Fingerprinting
Whether your exact WordPress version, plugins and themes are advertised through the generator tag, readme.html and asset version strings - the shortlist an attacker starts from.
WordPress runs a huge share of the web, which makes it a huge target. Out of the box it advertises its version, lists your users, and leaves risky endpoints open. Audit yours and get a plain-English grade.
We'll harden your WordPress site and keep it that way.
Enter a site and run the audit to see its grade and a card-by-card breakdown of every WordPress exposure check.
Whether your exact WordPress version, plugins and themes are advertised through the generator tag, readme.html and asset version strings - the shortlist an attacker starts from.
User enumeration via the wp-json REST API, a reachable xmlrpc.php, a browsable uploads directory, and the default login page - the surfaces automated attacks probe first.
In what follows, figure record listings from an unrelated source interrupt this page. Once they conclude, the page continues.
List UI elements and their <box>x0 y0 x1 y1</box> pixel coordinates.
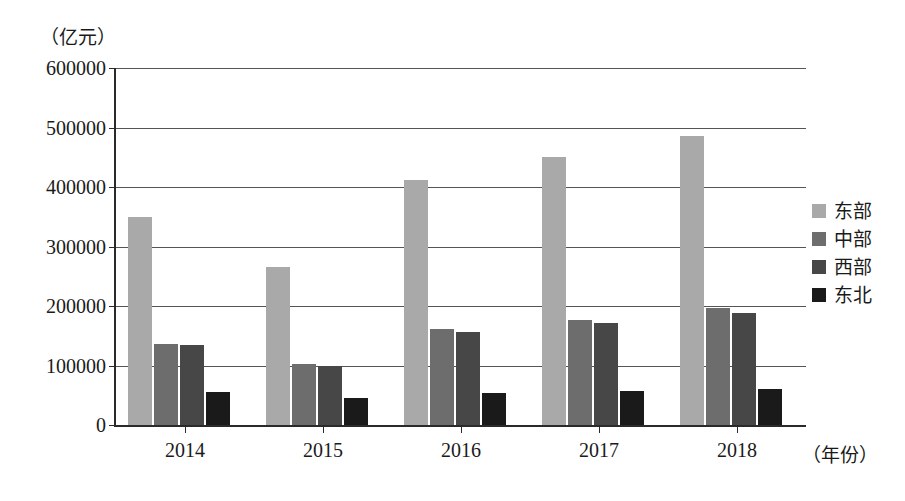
y-axis-tick <box>109 366 116 367</box>
x-axis-tick-label: 2018 <box>717 439 757 462</box>
legend-label: 东北 <box>834 286 872 305</box>
y-axis-tick <box>109 128 116 129</box>
bar-中部-2015 <box>292 364 316 425</box>
bar-东北-2016 <box>482 393 506 425</box>
bar-中部-2016 <box>430 329 454 425</box>
bar-group: 2017 <box>542 68 644 425</box>
x-axis-tick <box>737 425 738 433</box>
bar-group: 2016 <box>404 68 506 425</box>
x-axis-tick <box>323 425 324 433</box>
y-axis-tick-label: 300000 <box>46 235 106 258</box>
bar-西部-2015 <box>318 366 342 426</box>
x-axis-tick-label: 2014 <box>165 439 205 462</box>
x-axis-tick-label: 2016 <box>441 439 481 462</box>
x-axis-tick <box>599 425 600 433</box>
bar-中部-2014 <box>154 344 178 426</box>
y-axis-tick-label: 600000 <box>46 57 106 80</box>
legend-item-中部[interactable]: 中部 <box>812 225 902 253</box>
y-axis-unit-label: （亿元） <box>40 22 116 49</box>
bar-东北-2018 <box>758 389 782 425</box>
legend-label: 东部 <box>834 202 872 221</box>
legend-item-东部[interactable]: 东部 <box>812 197 902 225</box>
legend-label: 西部 <box>834 258 872 277</box>
bar-西部-2016 <box>456 332 480 425</box>
bar-中部-2017 <box>568 320 592 425</box>
bar-东部-2016 <box>404 180 428 425</box>
legend-label: 中部 <box>834 230 872 249</box>
bar-东北-2017 <box>620 391 644 425</box>
x-axis-tick <box>185 425 186 433</box>
bar-group: 2015 <box>266 68 368 425</box>
y-axis-tick <box>109 68 116 69</box>
y-axis-tick <box>109 247 116 248</box>
bar-chart: （亿元） 01000002000003000004000005000006000… <box>0 0 905 501</box>
legend-swatch-icon <box>812 232 826 246</box>
bar-中部-2018 <box>706 308 730 425</box>
bar-西部-2014 <box>180 345 204 425</box>
bar-groups: 20142015201620172018 <box>116 68 806 425</box>
y-axis-tick-label: 100000 <box>46 354 106 377</box>
y-axis-tick <box>109 306 116 307</box>
y-axis-tick <box>109 187 116 188</box>
legend-item-东北[interactable]: 东北 <box>812 281 902 309</box>
bar-东部-2015 <box>266 267 290 425</box>
legend-swatch-icon <box>812 288 826 302</box>
x-axis-tick <box>461 425 462 433</box>
y-axis-tick <box>109 425 116 426</box>
y-axis-tick-label: 0 <box>96 414 106 437</box>
y-axis-tick-label: 500000 <box>46 116 106 139</box>
x-axis-title: （年份） <box>802 440 878 467</box>
legend-item-西部[interactable]: 西部 <box>812 253 902 281</box>
bar-group: 2018 <box>680 68 782 425</box>
bar-东北-2015 <box>344 398 368 425</box>
plot-area: 0100000200000300000400000500000600000 20… <box>114 68 806 427</box>
x-axis-tick-label: 2015 <box>303 439 343 462</box>
legend: 东部中部西部东北 <box>812 197 902 309</box>
bar-东北-2014 <box>206 392 230 425</box>
y-axis-tick-label: 200000 <box>46 295 106 318</box>
bar-东部-2017 <box>542 157 566 425</box>
legend-swatch-icon <box>812 204 826 218</box>
bar-西部-2018 <box>732 313 756 425</box>
bar-西部-2017 <box>594 323 618 425</box>
bar-东部-2014 <box>128 217 152 425</box>
legend-swatch-icon <box>812 260 826 274</box>
y-axis-tick-label: 400000 <box>46 176 106 199</box>
bar-东部-2018 <box>680 136 704 425</box>
x-axis-tick-label: 2017 <box>579 439 619 462</box>
bar-group: 2014 <box>128 68 230 425</box>
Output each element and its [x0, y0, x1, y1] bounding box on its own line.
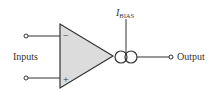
ota-diagram: − + Inputs IBIAS Output	[0, 0, 217, 93]
inputs-label-text: Inputs	[13, 51, 38, 62]
noninverting-input-terminal	[24, 76, 28, 80]
output-label-text: Output	[177, 51, 205, 62]
diagram-svg: − + Inputs IBIAS Output	[0, 0, 217, 93]
inverting-input-terminal	[24, 34, 28, 38]
inverting-sign: −	[63, 30, 69, 41]
bias-label: IBIAS	[115, 7, 135, 19]
noninverting-sign: +	[63, 74, 69, 85]
output-label: Output	[177, 51, 205, 62]
inputs-label: Inputs	[13, 51, 38, 62]
output-terminal	[169, 55, 173, 59]
bias-label-sub: BIAS	[119, 12, 134, 19]
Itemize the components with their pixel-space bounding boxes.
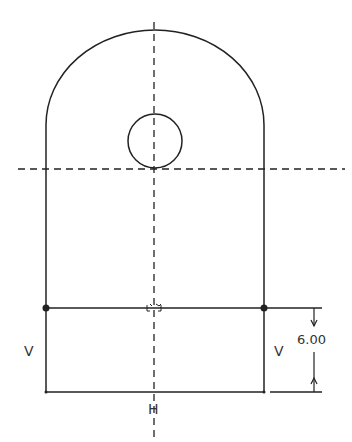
dimension-value[interactable]: 6.00: [297, 332, 326, 347]
sketch-canvas: 6.00 V V H: [0, 0, 352, 442]
constraint-left-vertical: V: [24, 343, 34, 359]
vertex-point-left[interactable]: [43, 305, 50, 312]
vertex-point-bottom-left[interactable]: [45, 391, 48, 394]
hole-circle: [128, 114, 182, 168]
vertex-point-right[interactable]: [261, 305, 268, 312]
vertex-point-bottom-right[interactable]: [263, 391, 266, 394]
constraint-bottom-horizontal: H: [148, 401, 159, 417]
constraint-right-vertical: V: [274, 343, 284, 359]
top-arc: [46, 30, 264, 125]
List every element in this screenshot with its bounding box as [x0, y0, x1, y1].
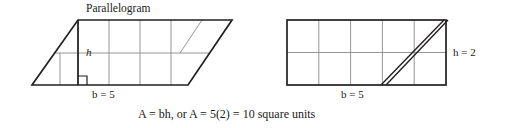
- parallelogram-outline: [32, 20, 232, 85]
- rectangle-height-label: h = 2: [453, 47, 476, 58]
- area-formula-caption: A = bh, or A = 5(2) = 10 square units: [138, 108, 315, 120]
- parallelogram-height-label: h: [86, 47, 92, 58]
- grid-line-v4: [180, 20, 202, 53]
- parallelogram-base-label: b = 5: [92, 89, 115, 100]
- right-angle-marker: [78, 76, 87, 85]
- parallelogram-group: [32, 20, 232, 85]
- rectangle-group: [287, 20, 448, 85]
- rectangle-grid: [287, 20, 446, 85]
- rectangle-base-label: b = 5: [341, 89, 364, 100]
- figure-title: Parallelogram: [86, 3, 151, 15]
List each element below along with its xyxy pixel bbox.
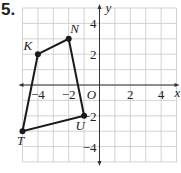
y-axis-arrow-down <box>98 161 102 166</box>
vertex-N-label: N <box>69 21 80 36</box>
y-tick-label: 4 <box>90 16 97 31</box>
x-tick-label: −4 <box>31 87 45 102</box>
axes <box>19 4 180 166</box>
x-tick-label: 4 <box>158 87 165 102</box>
y-axis-arrow-up <box>98 4 102 9</box>
vertex-K-label: K <box>23 38 34 53</box>
vertex-U-label: U <box>75 118 86 133</box>
x-axis-label: x <box>174 85 181 100</box>
vertex-T-label: T <box>17 133 25 148</box>
y-tick-label: −4 <box>83 140 97 155</box>
y-tick-label: 2 <box>90 47 97 62</box>
coordinate-plane: −4−22442−2−4OxyKNUT <box>0 0 181 173</box>
x-tick-label: −2 <box>62 87 76 102</box>
origin-label: O <box>87 87 97 102</box>
x-tick-label: 2 <box>127 87 134 102</box>
y-axis-label: y <box>104 0 112 15</box>
vertex-U-point <box>81 113 87 119</box>
x-axis-arrow-left <box>19 83 24 87</box>
vertex-T-point <box>20 128 26 134</box>
vertex-K-point <box>35 51 41 57</box>
vertex-N-point <box>66 36 72 42</box>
HTTPS enforcement (does plain HTTP redirect up?) and the core security headers WordPress ships without: CSP, HSTS, nosniff and clickjacking protection.
Your site gives away little. Versions are hidden, the REST users route is restricted, and the risky endpoints are blocked. Keep plugins patched and you stay here.
The basics work but several details are handed out for free - an exposed version, a reachable xmlrpc, or leaked plugin versions. Each is a quick fix worth making.
The site leaks the information an attacker needs to target it - enumerable users, an open uploads index, or no security headers at all. Worth hardening promptly.
When you run the audit, our server fetches a fixed set of public URLs from your site - the homepage, readme.html, xmlrpc.php, the wp-json users route, the uploads directory and the login page - and reads only what any visitor would see. It never logs in, never submits anything, never runs an exploit, and never changes a thing. Then it grades what it found and shows you the fix for each gap.
Yes. The audit fetches a handful of public URLs from our server and reads only what any visitor could already see - the homepage, readme.html, xmlrpc.php, the wp-json users route, the uploads directory and the login page. It never logs in, submits a form, runs an exploit, or changes anything. It is read-only reconnaissance of your own public surface.
No. The audit runs once, returns the grade to your browser, and keeps nothing. There is no account, no history, and no report saved on our side.
That is usually a good sign. If your site is behind a strong cache or CDN, or has been hardened to strip the generator tag and block readme.html, xmlrpc.php and the REST users route, then the WordPress markers we look for are hidden - which is exactly what hardening does. We would rather report 'not detected' than guess.
Some are signals, not proof. A reachable wp-login.php or xmlrpc.php is a hardening gap that invites automated attacks, but it is not a confirmed vulnerability on its own - plenty of healthy sites leave them open. We label those as signals in the results so you can weigh them, rather than crying wolf.
Each check is weighted by how much it matters, and the weights sum to 100 so the score is the point total. Version and user exposure carry the most weight; the login-page signal the least. The score maps to an A-F grade on the same bands as our security-headers tool, so the two feel consistent.
Each result card has a plain-English 'what it is' and 'why it matters' explainer with the fix - hide the version, restrict the REST users route, block xmlrpc.php, turn off directory listing, and add the missing security headers. If you would rather it was handled and kept that way, that is what our managed IT does.